A new analysis published in JAMA Internal Medicine suggests that Medicare “overspent” on certain popular generic drugs over a two-year period and could have saved billions of dollars if it had used a “streamlined distribution system” like that of popular wholesaler Costco. While the research highlights how inefficiencies in the current Medicare Part D structure impact an oft-ignored area of drug pricing, one industry analyst questions whether it’s a fair comparison, given that Costco’s business model isn’t focused on pharmaceuticals.

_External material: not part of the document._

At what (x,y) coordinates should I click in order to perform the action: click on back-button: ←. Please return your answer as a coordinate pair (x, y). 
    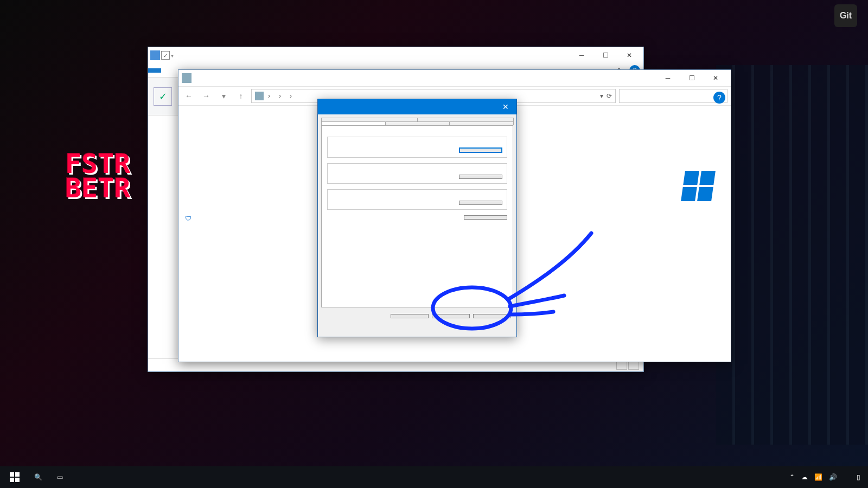
    Looking at the image, I should click on (189, 96).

The analysis, which was posted online as a research letter and was prepared by researchers with the USC Leonard D. Schaeffer Center for Health Policy & Economics, compared the prices paid by Medicare Part D on 184 frequently purchased drugs in 2017 and 2018 with prices available to consumers at Costco pharmacies nationwide for that time period. Total Part D payments for such drugs included beneficiary out-of-pocket (OOP) costs, which the authors noted were minimal to zero for the approximately 30% of beneficiaries receiving low-income subsidies. The Costco price estimates did not include the retailer’s annual membership fee, since such fees account for just 2.2% of the company’s annual revenues and are unlikely to be “materially subsidizing product prices,” they wrote.